Without a WebEx Node, all of a company's WebEx sessions connect over the Internet via disparate streams, potentially using up large amounts of bandwidth, especially with WebEx's new video and voice capabilities.

The WebEx Node acts as a point-of-presence at the edge router, meaning that internal meetings are hosted and switched onsite at the closest available node to consolidate required bandwidth. That way, in the case of a company holding a huge meeting, there's only one stream rather than hundreds. Since the WebEx Node is embedded in the ASR, network admins can also continue to maintain controls over network policies via ASR features such as deep packet inspection.

One success story: According to Cisco, a WebEx Node customer needed to have monthly meetings with thousands of employees, but didn't want to purchase all the bandwidth required for once-a-month meetings.
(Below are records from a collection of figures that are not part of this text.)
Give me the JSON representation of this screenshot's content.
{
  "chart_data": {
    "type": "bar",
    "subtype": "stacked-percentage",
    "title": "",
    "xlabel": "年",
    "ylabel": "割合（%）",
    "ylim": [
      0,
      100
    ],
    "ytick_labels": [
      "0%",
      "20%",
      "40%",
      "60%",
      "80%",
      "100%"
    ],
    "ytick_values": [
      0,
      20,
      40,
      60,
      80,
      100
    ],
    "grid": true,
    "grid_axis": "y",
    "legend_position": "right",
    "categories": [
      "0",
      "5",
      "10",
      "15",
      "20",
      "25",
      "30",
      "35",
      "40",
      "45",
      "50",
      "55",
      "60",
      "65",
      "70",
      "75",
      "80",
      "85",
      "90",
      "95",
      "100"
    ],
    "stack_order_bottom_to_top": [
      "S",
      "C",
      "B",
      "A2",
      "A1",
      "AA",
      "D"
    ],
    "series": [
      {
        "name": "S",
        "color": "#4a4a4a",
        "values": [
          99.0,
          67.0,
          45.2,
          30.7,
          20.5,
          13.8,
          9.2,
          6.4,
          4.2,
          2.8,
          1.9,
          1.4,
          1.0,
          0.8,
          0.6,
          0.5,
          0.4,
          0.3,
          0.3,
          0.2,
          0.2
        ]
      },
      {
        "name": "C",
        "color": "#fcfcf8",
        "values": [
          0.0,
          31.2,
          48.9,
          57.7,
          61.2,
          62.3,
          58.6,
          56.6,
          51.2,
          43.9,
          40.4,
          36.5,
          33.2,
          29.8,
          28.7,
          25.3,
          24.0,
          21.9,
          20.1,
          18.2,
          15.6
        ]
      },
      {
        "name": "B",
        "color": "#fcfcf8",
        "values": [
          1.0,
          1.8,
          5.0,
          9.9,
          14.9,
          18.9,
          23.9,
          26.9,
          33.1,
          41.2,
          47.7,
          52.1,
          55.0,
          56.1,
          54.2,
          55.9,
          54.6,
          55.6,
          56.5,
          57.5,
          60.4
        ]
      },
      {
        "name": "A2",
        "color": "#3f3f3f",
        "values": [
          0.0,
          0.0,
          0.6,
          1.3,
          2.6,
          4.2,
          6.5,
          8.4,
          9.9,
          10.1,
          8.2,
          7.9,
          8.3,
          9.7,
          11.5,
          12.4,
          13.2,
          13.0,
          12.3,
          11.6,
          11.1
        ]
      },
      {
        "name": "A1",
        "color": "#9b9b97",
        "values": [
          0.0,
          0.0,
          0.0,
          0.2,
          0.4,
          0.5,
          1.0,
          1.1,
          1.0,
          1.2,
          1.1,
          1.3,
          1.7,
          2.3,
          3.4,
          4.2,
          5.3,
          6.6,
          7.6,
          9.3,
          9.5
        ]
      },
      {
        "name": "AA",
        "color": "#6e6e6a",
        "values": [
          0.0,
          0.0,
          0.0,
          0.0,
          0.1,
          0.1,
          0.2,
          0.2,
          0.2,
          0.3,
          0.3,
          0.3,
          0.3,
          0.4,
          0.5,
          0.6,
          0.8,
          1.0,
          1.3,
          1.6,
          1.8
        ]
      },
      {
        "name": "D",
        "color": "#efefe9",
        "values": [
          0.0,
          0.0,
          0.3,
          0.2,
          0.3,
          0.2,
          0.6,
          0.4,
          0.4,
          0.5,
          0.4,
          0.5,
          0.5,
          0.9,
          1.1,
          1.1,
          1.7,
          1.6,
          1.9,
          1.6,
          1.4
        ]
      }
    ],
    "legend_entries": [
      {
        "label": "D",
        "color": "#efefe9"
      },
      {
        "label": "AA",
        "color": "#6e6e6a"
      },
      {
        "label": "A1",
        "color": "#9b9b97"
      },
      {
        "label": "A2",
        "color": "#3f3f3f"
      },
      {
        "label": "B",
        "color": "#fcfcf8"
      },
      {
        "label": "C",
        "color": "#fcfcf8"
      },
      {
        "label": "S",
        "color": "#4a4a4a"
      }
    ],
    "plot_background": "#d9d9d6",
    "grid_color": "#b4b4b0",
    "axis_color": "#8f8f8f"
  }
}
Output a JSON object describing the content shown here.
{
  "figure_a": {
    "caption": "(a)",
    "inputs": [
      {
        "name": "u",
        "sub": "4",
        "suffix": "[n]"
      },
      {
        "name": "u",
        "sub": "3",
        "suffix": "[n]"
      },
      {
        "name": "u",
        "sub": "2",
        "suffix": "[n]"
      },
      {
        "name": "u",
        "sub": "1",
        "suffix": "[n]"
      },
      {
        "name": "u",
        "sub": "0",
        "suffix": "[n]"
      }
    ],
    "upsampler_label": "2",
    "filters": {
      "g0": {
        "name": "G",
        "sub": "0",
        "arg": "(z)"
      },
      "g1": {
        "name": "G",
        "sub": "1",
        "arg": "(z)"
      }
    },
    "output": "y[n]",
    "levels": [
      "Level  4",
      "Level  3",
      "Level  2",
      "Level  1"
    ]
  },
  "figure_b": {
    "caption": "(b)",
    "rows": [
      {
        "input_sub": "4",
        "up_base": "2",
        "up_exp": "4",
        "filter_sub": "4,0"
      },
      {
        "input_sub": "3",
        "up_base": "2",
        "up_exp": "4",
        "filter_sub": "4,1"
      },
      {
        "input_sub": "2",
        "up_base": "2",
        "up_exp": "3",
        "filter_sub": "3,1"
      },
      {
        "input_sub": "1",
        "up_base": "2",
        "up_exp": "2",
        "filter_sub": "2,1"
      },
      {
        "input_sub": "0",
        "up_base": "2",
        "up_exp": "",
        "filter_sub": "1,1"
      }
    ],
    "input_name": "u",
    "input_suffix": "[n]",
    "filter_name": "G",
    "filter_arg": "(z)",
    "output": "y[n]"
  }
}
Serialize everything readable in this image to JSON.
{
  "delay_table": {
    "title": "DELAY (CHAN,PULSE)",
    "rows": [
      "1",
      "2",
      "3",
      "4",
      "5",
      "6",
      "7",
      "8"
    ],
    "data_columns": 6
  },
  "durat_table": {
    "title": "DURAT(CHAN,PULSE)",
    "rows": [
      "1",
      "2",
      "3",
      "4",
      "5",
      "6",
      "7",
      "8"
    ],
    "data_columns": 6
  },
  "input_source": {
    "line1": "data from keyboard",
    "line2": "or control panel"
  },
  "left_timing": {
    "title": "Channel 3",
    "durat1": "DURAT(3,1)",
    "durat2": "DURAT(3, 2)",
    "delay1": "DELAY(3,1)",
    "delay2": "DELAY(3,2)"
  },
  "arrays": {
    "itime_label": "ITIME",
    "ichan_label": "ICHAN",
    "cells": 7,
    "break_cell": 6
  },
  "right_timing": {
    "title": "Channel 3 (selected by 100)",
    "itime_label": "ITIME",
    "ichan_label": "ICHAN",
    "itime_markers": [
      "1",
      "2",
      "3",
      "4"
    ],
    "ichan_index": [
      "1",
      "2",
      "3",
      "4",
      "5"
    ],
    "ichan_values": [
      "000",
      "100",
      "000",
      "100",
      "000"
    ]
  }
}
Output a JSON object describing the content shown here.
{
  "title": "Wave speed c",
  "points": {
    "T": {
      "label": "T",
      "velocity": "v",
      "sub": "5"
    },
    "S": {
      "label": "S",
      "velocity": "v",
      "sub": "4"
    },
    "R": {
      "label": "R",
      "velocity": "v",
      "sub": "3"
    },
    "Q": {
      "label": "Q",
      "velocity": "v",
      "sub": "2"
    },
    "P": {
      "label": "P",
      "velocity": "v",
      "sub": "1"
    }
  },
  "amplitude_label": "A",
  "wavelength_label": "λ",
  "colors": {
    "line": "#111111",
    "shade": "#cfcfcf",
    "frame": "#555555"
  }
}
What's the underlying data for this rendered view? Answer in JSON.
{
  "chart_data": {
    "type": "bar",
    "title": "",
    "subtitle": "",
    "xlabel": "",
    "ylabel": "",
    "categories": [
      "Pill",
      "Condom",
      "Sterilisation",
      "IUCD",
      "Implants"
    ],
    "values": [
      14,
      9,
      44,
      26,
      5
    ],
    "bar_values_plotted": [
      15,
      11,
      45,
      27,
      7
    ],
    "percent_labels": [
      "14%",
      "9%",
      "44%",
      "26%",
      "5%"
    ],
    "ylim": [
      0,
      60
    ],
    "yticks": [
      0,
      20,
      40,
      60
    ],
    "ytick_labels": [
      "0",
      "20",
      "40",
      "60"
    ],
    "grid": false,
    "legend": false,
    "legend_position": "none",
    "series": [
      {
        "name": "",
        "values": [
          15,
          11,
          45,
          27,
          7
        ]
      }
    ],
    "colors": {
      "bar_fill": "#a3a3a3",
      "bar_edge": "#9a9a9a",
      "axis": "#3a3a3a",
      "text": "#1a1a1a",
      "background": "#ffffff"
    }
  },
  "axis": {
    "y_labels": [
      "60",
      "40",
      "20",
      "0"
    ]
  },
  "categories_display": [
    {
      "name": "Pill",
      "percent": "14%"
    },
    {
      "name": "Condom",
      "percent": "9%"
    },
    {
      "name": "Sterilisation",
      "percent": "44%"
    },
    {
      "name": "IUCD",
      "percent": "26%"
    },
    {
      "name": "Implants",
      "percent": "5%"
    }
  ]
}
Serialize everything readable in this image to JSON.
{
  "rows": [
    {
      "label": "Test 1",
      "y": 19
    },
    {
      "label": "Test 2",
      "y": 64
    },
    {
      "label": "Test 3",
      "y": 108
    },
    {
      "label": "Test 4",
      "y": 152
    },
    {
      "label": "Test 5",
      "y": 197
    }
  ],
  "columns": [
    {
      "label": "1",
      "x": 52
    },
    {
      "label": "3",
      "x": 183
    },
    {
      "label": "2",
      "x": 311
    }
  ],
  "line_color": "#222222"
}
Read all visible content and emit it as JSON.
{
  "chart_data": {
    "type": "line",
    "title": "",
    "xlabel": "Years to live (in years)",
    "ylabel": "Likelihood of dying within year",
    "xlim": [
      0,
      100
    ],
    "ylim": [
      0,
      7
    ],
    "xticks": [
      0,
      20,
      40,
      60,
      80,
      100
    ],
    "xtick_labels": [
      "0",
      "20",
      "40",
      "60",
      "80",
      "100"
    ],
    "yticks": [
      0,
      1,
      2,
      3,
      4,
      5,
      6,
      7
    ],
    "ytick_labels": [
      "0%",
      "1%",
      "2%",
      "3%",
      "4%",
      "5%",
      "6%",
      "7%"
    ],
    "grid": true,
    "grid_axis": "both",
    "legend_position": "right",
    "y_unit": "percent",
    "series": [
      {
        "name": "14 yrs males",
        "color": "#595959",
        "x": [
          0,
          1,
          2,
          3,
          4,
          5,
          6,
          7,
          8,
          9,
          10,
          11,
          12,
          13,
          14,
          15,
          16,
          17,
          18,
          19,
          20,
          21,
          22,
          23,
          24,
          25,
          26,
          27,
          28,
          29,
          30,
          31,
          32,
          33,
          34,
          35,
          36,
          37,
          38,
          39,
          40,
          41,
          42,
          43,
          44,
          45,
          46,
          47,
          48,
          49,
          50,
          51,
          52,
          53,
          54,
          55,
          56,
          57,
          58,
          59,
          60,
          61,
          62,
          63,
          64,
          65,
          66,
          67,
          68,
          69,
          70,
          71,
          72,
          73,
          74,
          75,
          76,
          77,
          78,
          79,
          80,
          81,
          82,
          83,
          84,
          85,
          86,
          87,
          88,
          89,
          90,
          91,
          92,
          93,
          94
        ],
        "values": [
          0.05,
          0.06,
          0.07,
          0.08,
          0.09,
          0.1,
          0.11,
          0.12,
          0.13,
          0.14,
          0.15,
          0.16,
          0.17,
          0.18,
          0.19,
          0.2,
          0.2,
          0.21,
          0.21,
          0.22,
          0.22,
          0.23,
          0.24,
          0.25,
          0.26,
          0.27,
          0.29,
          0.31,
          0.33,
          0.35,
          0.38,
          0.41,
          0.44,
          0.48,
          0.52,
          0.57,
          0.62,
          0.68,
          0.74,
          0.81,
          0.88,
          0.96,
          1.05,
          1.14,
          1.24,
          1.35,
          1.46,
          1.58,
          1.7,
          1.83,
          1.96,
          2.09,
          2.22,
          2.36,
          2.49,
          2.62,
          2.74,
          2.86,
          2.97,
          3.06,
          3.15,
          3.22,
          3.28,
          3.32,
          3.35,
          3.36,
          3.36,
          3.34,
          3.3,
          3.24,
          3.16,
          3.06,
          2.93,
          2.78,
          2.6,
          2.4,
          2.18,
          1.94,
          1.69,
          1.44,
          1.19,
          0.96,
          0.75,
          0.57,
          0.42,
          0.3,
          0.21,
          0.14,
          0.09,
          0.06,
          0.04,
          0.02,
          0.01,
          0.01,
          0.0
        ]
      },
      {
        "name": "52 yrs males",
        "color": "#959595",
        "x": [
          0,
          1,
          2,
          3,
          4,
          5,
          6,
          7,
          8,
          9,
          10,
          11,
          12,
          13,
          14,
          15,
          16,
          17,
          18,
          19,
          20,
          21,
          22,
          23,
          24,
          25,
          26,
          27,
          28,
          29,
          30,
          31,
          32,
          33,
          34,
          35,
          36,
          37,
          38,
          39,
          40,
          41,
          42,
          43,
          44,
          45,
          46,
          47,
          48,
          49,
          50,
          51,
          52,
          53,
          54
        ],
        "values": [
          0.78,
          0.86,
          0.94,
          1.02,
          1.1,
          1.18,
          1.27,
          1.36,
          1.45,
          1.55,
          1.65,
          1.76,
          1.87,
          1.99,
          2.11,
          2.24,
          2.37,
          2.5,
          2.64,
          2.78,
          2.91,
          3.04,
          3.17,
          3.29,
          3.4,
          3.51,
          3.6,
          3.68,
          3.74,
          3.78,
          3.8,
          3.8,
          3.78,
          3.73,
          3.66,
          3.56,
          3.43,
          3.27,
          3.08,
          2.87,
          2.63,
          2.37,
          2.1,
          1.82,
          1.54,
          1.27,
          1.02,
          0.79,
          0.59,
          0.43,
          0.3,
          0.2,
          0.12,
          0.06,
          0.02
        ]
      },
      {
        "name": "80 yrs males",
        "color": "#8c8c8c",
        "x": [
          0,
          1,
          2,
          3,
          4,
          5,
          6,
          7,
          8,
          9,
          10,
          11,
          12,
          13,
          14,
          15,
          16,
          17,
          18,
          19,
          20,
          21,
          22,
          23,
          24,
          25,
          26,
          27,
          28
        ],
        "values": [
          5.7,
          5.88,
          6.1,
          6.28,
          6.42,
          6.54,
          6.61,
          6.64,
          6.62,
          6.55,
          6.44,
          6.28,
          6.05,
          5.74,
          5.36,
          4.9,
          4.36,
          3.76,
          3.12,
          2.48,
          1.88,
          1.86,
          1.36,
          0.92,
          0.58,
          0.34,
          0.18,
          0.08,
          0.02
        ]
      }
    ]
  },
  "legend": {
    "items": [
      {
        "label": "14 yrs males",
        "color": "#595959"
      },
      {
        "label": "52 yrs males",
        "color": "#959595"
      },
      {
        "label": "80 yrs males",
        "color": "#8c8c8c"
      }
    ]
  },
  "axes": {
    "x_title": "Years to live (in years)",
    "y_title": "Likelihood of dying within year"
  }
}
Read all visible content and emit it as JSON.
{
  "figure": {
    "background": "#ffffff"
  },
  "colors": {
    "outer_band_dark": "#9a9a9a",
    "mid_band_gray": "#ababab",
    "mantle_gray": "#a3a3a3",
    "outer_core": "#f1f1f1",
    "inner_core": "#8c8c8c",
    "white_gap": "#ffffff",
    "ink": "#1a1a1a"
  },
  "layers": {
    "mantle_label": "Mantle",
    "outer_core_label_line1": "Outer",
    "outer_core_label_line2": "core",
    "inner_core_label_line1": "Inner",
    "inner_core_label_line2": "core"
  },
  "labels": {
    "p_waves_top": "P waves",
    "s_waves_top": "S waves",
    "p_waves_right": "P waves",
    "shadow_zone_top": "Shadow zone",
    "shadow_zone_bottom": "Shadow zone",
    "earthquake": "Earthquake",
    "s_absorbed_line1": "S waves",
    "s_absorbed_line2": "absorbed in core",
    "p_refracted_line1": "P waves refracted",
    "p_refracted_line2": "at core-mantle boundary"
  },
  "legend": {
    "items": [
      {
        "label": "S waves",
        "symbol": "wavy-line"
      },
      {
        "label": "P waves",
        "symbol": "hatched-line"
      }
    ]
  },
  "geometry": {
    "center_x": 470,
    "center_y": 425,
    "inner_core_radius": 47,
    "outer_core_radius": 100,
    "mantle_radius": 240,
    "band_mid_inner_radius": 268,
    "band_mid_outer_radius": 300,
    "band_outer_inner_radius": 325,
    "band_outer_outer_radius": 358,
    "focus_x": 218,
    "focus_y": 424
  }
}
Instead, the customer rented microwave links that didn't provide the best user experience. The WebEx Node has saved enough bandwidth that the company has turned on other pieces of WebEx such as video, that the company had been hesitant to bring onboard before. Cisco estimates companies using the WebEx Node can decrease bandwidth use by WebEx by up to 90% and WAN costs by up to 67%.

The 12-core processor, 4 Gbytes of memory, 256 Gbyte hard drive of the WebEx Node can accelerate the performance of up to 500 WebEx sessions via a single blade. When the node reaches capacity, it simply overflows automatically to the Web. Meetings that include both internal and external participants traverse the Web via encrypted SSL traffic.

Look for more from Cisco on this -- the company hopes to partner with third parties to build something similar for other services.